Most players have a lack of knowledge of electronics and sonic theory. That is where myth lives. Like “vintage sounds better than modern”. There were some really crappy tones in the old days, hum, noise, flubber, and terrible quality strings.
I’ll take 2010 tech any day and my brand new custom built guitars (all Carvin builds), over worn out vintage guitars, worn frets, worn out parts, denatured pickup magnets, and amps that need rebuilt.
I like tubes but I like new amps, tubes are not all myth, they do respond and compress with touch and feel that no modeler or trans amp has yet gotten close.

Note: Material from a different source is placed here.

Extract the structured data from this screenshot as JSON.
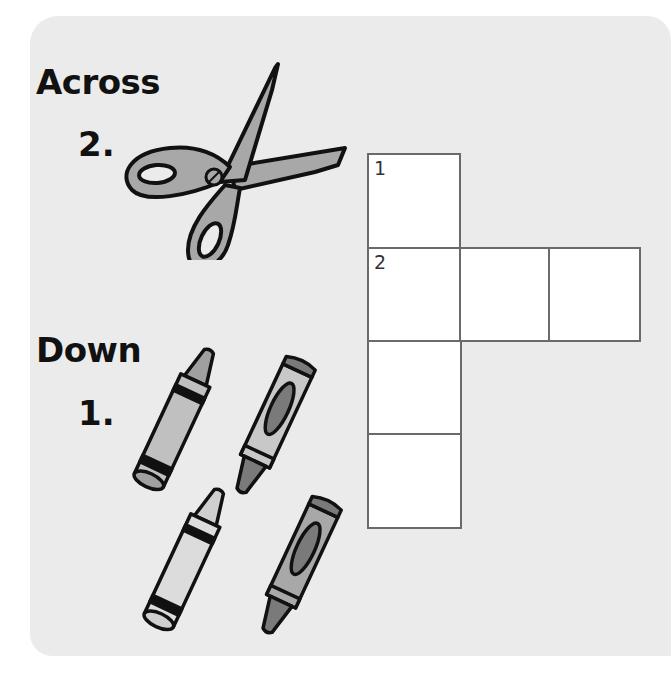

And please, these little single speaker amps w low wattage, why do so many think these sound so good? Thin and tinny, it takes WATTS to push low end and a larger speaker to produce low end, a multi-speaker cab will sound BETTER than any single. The magic of a ’59 Champ for $900 or more, I’ll take a twin VOX or a Fender, even a 4×10 Bassman clone over that little crappy, one trick thin tone pony. Sure you can record things and make them sound better, as recording is an illusion. But using little amps on stage, it just does not come across well. I was just watching Master Beck and his tribute to Les Paul with an array of the small classic amps. Sounded bad, did not sound like Jeff and nothing like Les.
Paul, you’re letting your “bigger is better” bent come through again… 🙂 You may not like lower wattage amps, but many of us do. If it ain’t for you, not a problem, but please give the rest of us a break.
As for me, I like it all, but I like what I like, and THAT is more important to me than anything else. Doesn’t matter if it’s new or old, small or big. If it moves me emotionally in a positive way, then I’ll buy it.
Great topic Goofydawg. Your content reminds me of some of the posts you read in the forums.
On just about any guitar gear forum you will find a handful of members who live on the forum and they make themselves out to be an authority on “tone”, without any proof, other than their thousands of posts. Yet, many blindly follow their advice.
They will talk about the tone (good/bad) from this or that brand/model guitar, amp, & speaker, plus every component from volume pots, strings, boutique guitar cords, tubes, boutique speaker cables (broken in and not) and on and on. (I did read about someone stating they will only use one brand/model of speaker cable and it has to be fully broken in). Eventually someone will disagree about their “opinion” (which is more than that to them) of a certain product and the thread ends up in a pissing contest.
In contrast, there are those on the forums who have displayed their skills and shown they have a great ear for tone. These are the guitarist to take their advice seriously.
Their guitar heroes from the 50-70s did not have access to the high tech “boutique” products that we have today, such as cryogenic tubes and mega diameter “broken in” speaker cable. Yet they got awesome tone. They also did not spend hours each day on the internet forums, since it was not invented yet. Instead they spent their time mastering their skills.
I once read an interview with Santana and he said that he can take just about any guitar and amp and get a good tone out of it.
I think that is the mark of a good guitarist, they will take any combination of guitar and amp and sound awesome. I had a friend like that in college, it drove us all LSD how he could such a great sound of the crappy college Laney Linebackers!!